If time travel is said to be impossible yet it is so easily achieved in so many story lines in Star Trek than why didn't they just invent a safe way to travel between periods.
And if there is an eventual temporal war than everything gets destroyed and all life is wiped out in the galaxy. There would have eventually been an extremist group that would have taken the technology to it's fullest limits and traveled back to a period when the galaxy was very young. They would have severely altered everything to the point of not making any future possible.
It always annoyed me that engineers, scientists and technicians could always find a way to travel back and forth through time "just this once because of this reason" .... yet no one takes up the science to recreate the event and bake technology to purposely travel back and forth through time.
I think the shows have actually fielded this issue rather well. Temporal investigations was the start, then the timecops in Voyager and SNW. The Trek timeline is in a constant state of flux to the point that the TOS bridge and the SNW bridge are supposed to be the same place, and the fact that time travel is so easy is a great explanation for how everything in the 'past' and future keeps changing on the whims of producers at Paramount.
How else do you explain Temporal Anomalies steering clear of Janeway (future/present/whenever) getting away with whatever? With exception to that incident with Sarah Silverman.
TNG is pretty meh. I grew up with it, I've watched every episode at least twice, but now that I'm as old as Patrick Steward was when TNG started, I have a hard time caring about most episodes.
Strange New Worlds, the show that should have brought Star Trek back to it's former glory is horrible and unwatchable. People that behave like teenagers, not professional Starfleet officers.
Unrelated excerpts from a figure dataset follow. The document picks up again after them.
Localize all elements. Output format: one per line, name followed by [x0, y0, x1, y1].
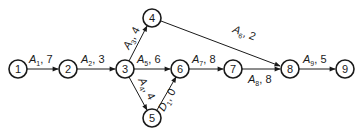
svg-text:A8, 8: A8, 8 [247, 73, 272, 87]
svg-text:5: 5 [149, 112, 155, 124]
svg-text:1: 1 [15, 63, 21, 75]
svg-text:A2, 3: A2, 3 [80, 53, 105, 67]
svg-text:A5, 6: A5, 6 [136, 53, 161, 67]
svg-text:6: 6 [177, 63, 183, 75]
svg-text:A1, 7: A1, 7 [28, 53, 53, 67]
svg-text:9: 9 [342, 63, 348, 75]
svg-text:A7, 8: A7, 8 [191, 53, 216, 67]
edge-d1-dummy: D1, 0 [155, 77, 179, 114]
svg-text:D1, 0: D1, 0 [155, 86, 179, 114]
edge-a9: A9, 5 [299, 53, 335, 69]
node-9: 9 [336, 60, 354, 78]
node-4: 4 [143, 9, 161, 27]
node-7: 7 [224, 60, 242, 78]
svg-text:7: 7 [230, 63, 236, 75]
edge-a1: A1, 7 [27, 53, 58, 69]
network-diagram: A1, 7 A2, 3 A3, 4 A4, 4 A5, 6 A6, 2 A7, … [0, 0, 362, 134]
node-6: 6 [171, 60, 189, 78]
node-8: 8 [281, 60, 299, 78]
svg-text:A6, 2: A6, 2 [230, 22, 258, 44]
edge-a6: A6, 2 [161, 21, 280, 66]
node-1: 1 [9, 60, 27, 78]
svg-text:2: 2 [65, 63, 71, 75]
edge-a4: A4, 4 [129, 74, 158, 110]
svg-text:4: 4 [149, 12, 155, 24]
svg-text:8: 8 [287, 63, 293, 75]
node-5: 5 [143, 109, 161, 127]
svg-text:A9, 5: A9, 5 [302, 53, 327, 67]
node-3: 3 [116, 60, 134, 78]
node-2: 2 [59, 60, 77, 78]
edge-a2: A2, 3 [77, 53, 115, 69]
svg-text:A4, 4: A4, 4 [134, 74, 158, 102]
edge-a5: A5, 6 [134, 53, 170, 69]
svg-text:3: 3 [122, 63, 128, 75]
edge-a7: A7, 8 [189, 53, 223, 69]
edge-a8: A8, 8 [242, 69, 280, 87]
And they made Spock an Emo kid.
I don't get why the bringe of (at least Picard's) Enterprise is located at the top of the ship.
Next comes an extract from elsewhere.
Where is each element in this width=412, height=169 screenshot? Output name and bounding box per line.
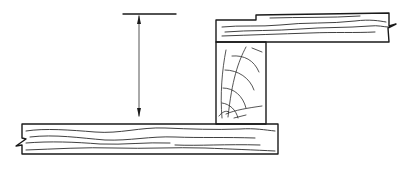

We often see ships suffering hull-damage, sometimes scraping each other and getting into all kinds of perilous situations.
So why put the room with the most important people in such a vulnerable position when you could put it at the heart of the ship? Bridge would be less likely to suffer from hull damage and decompression.
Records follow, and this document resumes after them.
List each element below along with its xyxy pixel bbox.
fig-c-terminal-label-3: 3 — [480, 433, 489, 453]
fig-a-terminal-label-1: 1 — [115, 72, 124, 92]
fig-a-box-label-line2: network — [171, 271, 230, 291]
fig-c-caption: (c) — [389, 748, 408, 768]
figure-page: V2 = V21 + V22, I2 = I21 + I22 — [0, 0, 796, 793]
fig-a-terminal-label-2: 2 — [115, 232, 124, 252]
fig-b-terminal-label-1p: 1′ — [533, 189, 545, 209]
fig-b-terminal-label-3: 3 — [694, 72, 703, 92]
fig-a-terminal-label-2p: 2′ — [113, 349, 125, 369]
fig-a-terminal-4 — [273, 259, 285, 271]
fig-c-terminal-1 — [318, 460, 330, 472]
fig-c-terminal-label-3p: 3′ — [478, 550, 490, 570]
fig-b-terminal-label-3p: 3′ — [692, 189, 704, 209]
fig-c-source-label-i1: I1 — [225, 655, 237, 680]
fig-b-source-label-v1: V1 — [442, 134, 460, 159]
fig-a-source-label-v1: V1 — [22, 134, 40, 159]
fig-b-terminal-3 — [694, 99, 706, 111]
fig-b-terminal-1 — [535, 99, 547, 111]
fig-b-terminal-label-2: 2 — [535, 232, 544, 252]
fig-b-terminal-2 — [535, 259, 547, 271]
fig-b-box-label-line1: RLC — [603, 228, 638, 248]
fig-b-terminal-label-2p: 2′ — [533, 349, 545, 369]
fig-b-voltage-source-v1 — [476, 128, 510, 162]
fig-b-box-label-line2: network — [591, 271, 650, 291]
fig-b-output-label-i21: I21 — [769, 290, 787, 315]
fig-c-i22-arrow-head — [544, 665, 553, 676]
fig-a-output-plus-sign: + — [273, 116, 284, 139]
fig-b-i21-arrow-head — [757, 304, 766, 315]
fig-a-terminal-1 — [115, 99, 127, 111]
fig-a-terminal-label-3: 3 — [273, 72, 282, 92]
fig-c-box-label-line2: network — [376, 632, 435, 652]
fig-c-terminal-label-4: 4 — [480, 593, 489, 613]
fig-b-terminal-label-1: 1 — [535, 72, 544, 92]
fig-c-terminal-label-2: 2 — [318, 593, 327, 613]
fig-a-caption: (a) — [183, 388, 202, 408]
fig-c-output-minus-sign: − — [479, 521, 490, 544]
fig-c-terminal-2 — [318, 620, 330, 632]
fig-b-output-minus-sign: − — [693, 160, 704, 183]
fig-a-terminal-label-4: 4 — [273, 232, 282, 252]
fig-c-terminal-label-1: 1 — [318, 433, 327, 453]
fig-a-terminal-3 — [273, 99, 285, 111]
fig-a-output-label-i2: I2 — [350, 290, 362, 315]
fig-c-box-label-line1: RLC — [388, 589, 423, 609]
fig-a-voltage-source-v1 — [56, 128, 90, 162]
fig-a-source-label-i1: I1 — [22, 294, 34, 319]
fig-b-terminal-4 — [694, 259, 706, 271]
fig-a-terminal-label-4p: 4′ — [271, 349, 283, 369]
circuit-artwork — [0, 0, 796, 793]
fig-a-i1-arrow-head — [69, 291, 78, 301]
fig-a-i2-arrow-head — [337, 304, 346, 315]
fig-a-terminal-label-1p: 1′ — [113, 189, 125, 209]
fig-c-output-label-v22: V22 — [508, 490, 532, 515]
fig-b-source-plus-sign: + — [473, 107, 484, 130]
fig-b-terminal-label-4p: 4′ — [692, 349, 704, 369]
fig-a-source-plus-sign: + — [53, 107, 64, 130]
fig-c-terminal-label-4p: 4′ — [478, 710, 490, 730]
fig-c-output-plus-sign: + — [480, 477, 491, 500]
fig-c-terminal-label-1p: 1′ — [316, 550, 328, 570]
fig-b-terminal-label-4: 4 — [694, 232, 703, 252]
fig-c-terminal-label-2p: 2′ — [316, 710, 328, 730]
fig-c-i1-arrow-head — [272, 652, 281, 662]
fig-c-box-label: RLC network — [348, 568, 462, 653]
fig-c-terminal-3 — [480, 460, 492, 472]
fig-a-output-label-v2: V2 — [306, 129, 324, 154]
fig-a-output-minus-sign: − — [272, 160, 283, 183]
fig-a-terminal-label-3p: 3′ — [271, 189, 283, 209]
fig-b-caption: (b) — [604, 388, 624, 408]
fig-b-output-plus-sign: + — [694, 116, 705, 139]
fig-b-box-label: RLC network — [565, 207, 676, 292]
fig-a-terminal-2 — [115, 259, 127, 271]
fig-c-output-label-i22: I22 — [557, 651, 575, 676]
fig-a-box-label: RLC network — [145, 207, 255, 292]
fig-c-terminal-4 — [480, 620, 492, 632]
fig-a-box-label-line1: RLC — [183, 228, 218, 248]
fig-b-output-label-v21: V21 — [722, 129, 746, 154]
Also, why don't enemy factions just go: Oh that's the bridge. Jolly good. Aim torpedoes at it, watch their morale crumble to dust alongside the bridge crew and call it a day.
This may be apocryphal, but gene had originally planned for the bridge and subsequent space battles to reflect those of submarines - playing out entirely within closed rooms and getting feedback from sensors. This didn't sit well with producers, who wanted windows and for kirk to look out directly at an enemy, hence the viewscreen and placement on top of the saucer section.
Janeway was wrong to kill Tuvix and the ends did not justify the means. We have no idea how Tuvix would have performed long term, but he was generally better than the sum of his parts.
To kill a sentient being, effective in his role and pleading for his life, just so you can feel less sad, is a crime.
First Contact was an amazing movie. It had flaws, but it succeeded for the first time (for me, at least) at translating the in-universe fear the characters had of the Borg to the audience. There's a difference between routine invincibility and scary. Throughout TNG, the Borg were merely another overpowered threat enemy that you had to be tricksy to beat. But in FC, they were terrifying, and I think the production team did an outstanding job. At times, it was like watching the first Alien.
I'm of the opinion that time travel stories are never good, at least when time travel is the focus rather than just an excuse to get to a fun setting.
Since time travel seems to be a physical impossibility, essentially any set of rules you create for it are just as valid/nonsensical. So you spend a bunch of time dealing with technobabble and paradox talk that has no hope of making sense outside of whatever the author needs for the story.